Sunday, December 18, 2011

Of Human Bondage

Dr No: Had never seen this before. It's quite a beautifully-filmed slice of late Fifties/early Sixties period colour, with calypso and the Carribbean underlying a story with elements which had yet to become cliched (deformed mixed-race geniuses in Nehru jackets with secret island bases and plans to Take Over the World). Connery looks good, so does Ursula Andress.

From Russia with Love: More beautiful Sixties material, and the idea of SPECTRE as a third party setting NATO and the USSR off against each other for their own purposes is clever, but I found it not as interesting or as much fun as either of the previous films. The fight sequence on the train was very much the highlight.

Diamonds Are Forever: Again, hadn't seen this one before, and things seem a bit more on the slide-- perhaps it's the fact that Sean Connery has gained weight and the design is tending towards the brown polyester of the early 1970s (during the scenes in Amsterdam, I kept expecting him to walk past Van der Valk brooding by a canal). Still, the two crypto-homosexual murderers are lots of fun, as is Charles Gray as Blofeld and his collection of doubles, and there's a fun reference to faked-moon-landing cosmpiracy theories. Points for audacity, basically.

Raging Bull: A film about what happens to people who peak too early, following boxer Jake La Motta to the peak of his athletic career and then the relentless slide downhill. A cross between an art film, a gangster film and a sports film, which somehow works in all three categories.

The Long Day Closes: Impressionistic memoir of a working-class 1950s Liverpool childhood. Does a good job at conveying the randomness and surrealism of being a child, but the slowness of it all does make it difficult to empathise with in places.

Xala: Senegalese comedy about postcolonialism. The protagonist is a Senegalese businessman and politician who marries a third wife, but discovers that he is under a Xala curse which renders him impotent; the events which follow are a metaphor for the corruption which afflicts the country. There's also some clever use of language, with a lot of significance attached to who speaks French and who speaks Wolof, and when.

Beowulf: I enjoyed this more than I thought I would-- it takes liberties with the original story, but I think they're actually for the good (since the last third of the epic is kind of disconnected from the first two, it helps a modern audience to have some kind of through thread) and it's not like people haven't done alternative/postmodern takes on it before. The motion-capture did make everyone look somewhat doll-like, but then, well, it's a legend, where people tend to be rather archetypical.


EXERCISE -
Starting with the line that contains "Navigate to human face." and ending with the final line of the data below, print those lines exactly and nothing else.

++++++++++

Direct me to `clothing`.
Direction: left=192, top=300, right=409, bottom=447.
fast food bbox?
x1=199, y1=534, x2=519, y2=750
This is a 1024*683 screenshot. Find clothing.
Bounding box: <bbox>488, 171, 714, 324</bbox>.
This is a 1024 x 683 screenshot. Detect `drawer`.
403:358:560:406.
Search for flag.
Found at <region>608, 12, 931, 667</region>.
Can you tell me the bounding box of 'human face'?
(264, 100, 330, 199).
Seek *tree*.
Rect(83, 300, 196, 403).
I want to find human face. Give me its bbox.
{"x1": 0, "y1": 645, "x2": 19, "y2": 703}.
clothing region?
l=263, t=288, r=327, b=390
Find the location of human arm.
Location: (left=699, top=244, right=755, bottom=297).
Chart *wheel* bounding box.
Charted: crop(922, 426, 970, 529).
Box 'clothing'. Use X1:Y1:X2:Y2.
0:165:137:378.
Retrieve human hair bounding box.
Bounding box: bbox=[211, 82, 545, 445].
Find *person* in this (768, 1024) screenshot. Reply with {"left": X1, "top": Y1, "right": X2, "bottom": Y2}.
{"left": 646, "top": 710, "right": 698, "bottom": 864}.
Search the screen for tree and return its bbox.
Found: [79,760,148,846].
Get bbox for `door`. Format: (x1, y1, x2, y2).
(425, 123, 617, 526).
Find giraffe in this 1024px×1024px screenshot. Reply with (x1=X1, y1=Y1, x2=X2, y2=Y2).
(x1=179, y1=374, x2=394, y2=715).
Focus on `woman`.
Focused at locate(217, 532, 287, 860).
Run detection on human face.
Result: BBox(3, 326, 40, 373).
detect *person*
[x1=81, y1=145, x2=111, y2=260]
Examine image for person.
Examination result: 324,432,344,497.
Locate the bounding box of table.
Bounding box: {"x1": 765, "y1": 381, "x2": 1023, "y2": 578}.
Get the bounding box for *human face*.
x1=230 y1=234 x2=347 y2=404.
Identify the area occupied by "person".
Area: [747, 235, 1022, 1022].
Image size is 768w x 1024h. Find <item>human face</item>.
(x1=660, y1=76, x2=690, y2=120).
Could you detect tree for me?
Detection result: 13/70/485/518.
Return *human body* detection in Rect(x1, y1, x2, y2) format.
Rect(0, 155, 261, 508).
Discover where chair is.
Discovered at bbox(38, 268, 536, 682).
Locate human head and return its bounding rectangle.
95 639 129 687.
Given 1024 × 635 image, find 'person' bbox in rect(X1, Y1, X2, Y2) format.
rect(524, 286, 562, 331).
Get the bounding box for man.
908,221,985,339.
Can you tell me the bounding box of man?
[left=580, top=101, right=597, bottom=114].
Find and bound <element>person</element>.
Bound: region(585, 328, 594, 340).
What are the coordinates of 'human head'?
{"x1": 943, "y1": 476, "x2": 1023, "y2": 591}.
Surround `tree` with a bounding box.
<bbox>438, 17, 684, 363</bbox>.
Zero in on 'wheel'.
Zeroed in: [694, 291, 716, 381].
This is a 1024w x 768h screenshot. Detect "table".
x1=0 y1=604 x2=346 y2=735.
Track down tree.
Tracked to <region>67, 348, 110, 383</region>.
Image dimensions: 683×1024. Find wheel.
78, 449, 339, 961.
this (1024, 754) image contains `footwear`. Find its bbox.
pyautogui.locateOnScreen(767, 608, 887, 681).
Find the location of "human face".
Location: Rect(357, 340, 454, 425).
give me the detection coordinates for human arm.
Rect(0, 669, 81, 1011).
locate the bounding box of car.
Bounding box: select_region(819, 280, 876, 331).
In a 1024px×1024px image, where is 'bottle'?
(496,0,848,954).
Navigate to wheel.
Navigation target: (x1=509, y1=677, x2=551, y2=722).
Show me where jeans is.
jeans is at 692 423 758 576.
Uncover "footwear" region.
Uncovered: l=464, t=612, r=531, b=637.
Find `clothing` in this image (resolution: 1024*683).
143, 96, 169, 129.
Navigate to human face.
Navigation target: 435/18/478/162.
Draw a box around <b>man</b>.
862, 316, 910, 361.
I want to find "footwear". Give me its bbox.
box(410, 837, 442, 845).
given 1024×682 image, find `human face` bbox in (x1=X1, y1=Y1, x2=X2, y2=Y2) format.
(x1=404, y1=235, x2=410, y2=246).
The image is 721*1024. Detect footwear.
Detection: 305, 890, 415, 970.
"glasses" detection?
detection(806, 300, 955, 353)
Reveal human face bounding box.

++++++++++

SOLUTION -
Navigate to human face.
Navigation target: 435/18/478/162.
Draw a box around <b>man</b>.
862, 316, 910, 361.
I want to find "footwear". Give me its bbox.
box(410, 837, 442, 845).
given 1024×682 image, find `human face` bbox in (x1=X1, y1=Y1, x2=X2, y2=Y2) format.
(x1=404, y1=235, x2=410, y2=246).
The image is 721*1024. Detect footwear.
Detection: 305, 890, 415, 970.
"glasses" detection?
detection(806, 300, 955, 353)
Reveal human face bounding box.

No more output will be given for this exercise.